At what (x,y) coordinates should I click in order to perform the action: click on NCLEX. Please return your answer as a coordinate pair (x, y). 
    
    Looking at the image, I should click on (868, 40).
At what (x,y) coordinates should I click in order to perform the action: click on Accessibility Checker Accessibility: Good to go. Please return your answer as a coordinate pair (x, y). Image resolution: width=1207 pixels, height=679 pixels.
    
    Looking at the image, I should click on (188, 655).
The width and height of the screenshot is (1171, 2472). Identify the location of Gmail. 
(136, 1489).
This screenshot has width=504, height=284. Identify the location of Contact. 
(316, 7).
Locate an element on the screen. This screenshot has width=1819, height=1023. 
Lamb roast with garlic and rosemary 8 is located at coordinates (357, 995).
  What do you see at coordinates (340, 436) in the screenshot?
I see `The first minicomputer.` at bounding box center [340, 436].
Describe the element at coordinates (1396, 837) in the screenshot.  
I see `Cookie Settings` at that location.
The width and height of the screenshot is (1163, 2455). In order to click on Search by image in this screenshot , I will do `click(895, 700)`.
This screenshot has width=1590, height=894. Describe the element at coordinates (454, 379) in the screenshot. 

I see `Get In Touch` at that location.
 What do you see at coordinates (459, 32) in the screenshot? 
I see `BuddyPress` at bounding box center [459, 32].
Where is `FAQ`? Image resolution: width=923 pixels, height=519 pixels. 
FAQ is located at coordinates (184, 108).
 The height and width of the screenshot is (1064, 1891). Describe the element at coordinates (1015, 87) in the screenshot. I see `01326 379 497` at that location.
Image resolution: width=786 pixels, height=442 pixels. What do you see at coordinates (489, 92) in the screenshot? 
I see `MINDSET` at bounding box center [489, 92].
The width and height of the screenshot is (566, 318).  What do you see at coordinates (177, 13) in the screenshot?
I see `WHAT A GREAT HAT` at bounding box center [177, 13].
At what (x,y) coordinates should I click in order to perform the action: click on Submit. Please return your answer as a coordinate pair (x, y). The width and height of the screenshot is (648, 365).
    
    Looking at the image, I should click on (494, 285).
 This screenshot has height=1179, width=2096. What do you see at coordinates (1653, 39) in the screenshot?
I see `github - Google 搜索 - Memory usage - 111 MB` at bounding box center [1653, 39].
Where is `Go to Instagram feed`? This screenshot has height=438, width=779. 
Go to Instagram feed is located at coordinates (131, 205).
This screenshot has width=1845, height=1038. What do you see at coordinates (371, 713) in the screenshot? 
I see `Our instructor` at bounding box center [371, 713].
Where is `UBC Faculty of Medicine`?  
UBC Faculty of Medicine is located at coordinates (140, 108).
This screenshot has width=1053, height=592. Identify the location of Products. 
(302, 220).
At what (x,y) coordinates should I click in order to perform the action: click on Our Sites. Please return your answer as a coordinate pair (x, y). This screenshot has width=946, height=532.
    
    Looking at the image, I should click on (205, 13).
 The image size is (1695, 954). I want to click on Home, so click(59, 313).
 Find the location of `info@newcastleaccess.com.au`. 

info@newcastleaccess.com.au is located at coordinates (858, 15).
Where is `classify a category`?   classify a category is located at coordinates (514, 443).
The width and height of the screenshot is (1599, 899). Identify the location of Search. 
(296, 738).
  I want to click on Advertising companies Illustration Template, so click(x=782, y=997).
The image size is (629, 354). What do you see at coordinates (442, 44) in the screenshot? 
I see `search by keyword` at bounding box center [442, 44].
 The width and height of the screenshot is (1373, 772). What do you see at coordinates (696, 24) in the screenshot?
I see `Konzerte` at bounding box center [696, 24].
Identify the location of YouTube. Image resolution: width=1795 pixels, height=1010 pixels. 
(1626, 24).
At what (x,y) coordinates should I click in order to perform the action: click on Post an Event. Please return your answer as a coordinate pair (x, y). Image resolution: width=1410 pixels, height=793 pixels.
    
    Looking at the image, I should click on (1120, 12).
★ ★ ★ ★ ★
- [What you should do] Reproduce every record, making sure each one stays exactly the same.

- [Answer below]
At what (x,y) coordinates should I click in order to perform the action: click on NCLEX. Please return your answer as a coordinate pair (x, y). 
    
    Looking at the image, I should click on (868, 40).
At what (x,y) coordinates should I click in order to perform the action: click on Accessibility Checker Accessibility: Good to go. Please return your answer as a coordinate pair (x, y). Image resolution: width=1207 pixels, height=679 pixels.
    
    Looking at the image, I should click on (188, 655).
The width and height of the screenshot is (1171, 2472). Identify the location of Gmail. 
(136, 1489).
This screenshot has width=504, height=284. Identify the location of Contact. 
(316, 7).
Locate an element on the screen. This screenshot has width=1819, height=1023. 
Lamb roast with garlic and rosemary 8 is located at coordinates (357, 995).
  What do you see at coordinates (340, 436) in the screenshot?
I see `The first minicomputer.` at bounding box center [340, 436].
Describe the element at coordinates (1396, 837) in the screenshot.  
I see `Cookie Settings` at that location.
The width and height of the screenshot is (1163, 2455). In order to click on Search by image in this screenshot , I will do `click(895, 700)`.
This screenshot has width=1590, height=894. Describe the element at coordinates (454, 379) in the screenshot. 

I see `Get In Touch` at that location.
 What do you see at coordinates (459, 32) in the screenshot? 
I see `BuddyPress` at bounding box center [459, 32].
Where is `FAQ`? Image resolution: width=923 pixels, height=519 pixels. 
FAQ is located at coordinates (184, 108).
 The height and width of the screenshot is (1064, 1891). Describe the element at coordinates (1015, 87) in the screenshot. I see `01326 379 497` at that location.
Image resolution: width=786 pixels, height=442 pixels. What do you see at coordinates (489, 92) in the screenshot? 
I see `MINDSET` at bounding box center [489, 92].
The width and height of the screenshot is (566, 318).  What do you see at coordinates (177, 13) in the screenshot?
I see `WHAT A GREAT HAT` at bounding box center [177, 13].
At what (x,y) coordinates should I click in order to perform the action: click on Submit. Please return your answer as a coordinate pair (x, y). The width and height of the screenshot is (648, 365).
    
    Looking at the image, I should click on (494, 285).
 This screenshot has height=1179, width=2096. What do you see at coordinates (1653, 39) in the screenshot?
I see `github - Google 搜索 - Memory usage - 111 MB` at bounding box center [1653, 39].
Where is `Go to Instagram feed`? This screenshot has height=438, width=779. 
Go to Instagram feed is located at coordinates (131, 205).
This screenshot has width=1845, height=1038. What do you see at coordinates (371, 713) in the screenshot? 
I see `Our instructor` at bounding box center [371, 713].
Where is `UBC Faculty of Medicine`?  
UBC Faculty of Medicine is located at coordinates (140, 108).
This screenshot has width=1053, height=592. Identify the location of Products. 
(302, 220).
At what (x,y) coordinates should I click in order to perform the action: click on Our Sites. Please return your answer as a coordinate pair (x, y). This screenshot has width=946, height=532.
    
    Looking at the image, I should click on (205, 13).
 The image size is (1695, 954). I want to click on Home, so click(59, 313).
 Find the location of `info@newcastleaccess.com.au`. 

info@newcastleaccess.com.au is located at coordinates (858, 15).
Where is `classify a category`?   classify a category is located at coordinates (514, 443).
The width and height of the screenshot is (1599, 899). Identify the location of Search. 
(296, 738).
  I want to click on Advertising companies Illustration Template, so click(x=782, y=997).
The image size is (629, 354). What do you see at coordinates (442, 44) in the screenshot? 
I see `search by keyword` at bounding box center [442, 44].
 The width and height of the screenshot is (1373, 772). What do you see at coordinates (696, 24) in the screenshot?
I see `Konzerte` at bounding box center [696, 24].
Identify the location of YouTube. Image resolution: width=1795 pixels, height=1010 pixels. 
(1626, 24).
At what (x,y) coordinates should I click in order to perform the action: click on Post an Event. Please return your answer as a coordinate pair (x, y). Image resolution: width=1410 pixels, height=793 pixels.
    
    Looking at the image, I should click on (1120, 12).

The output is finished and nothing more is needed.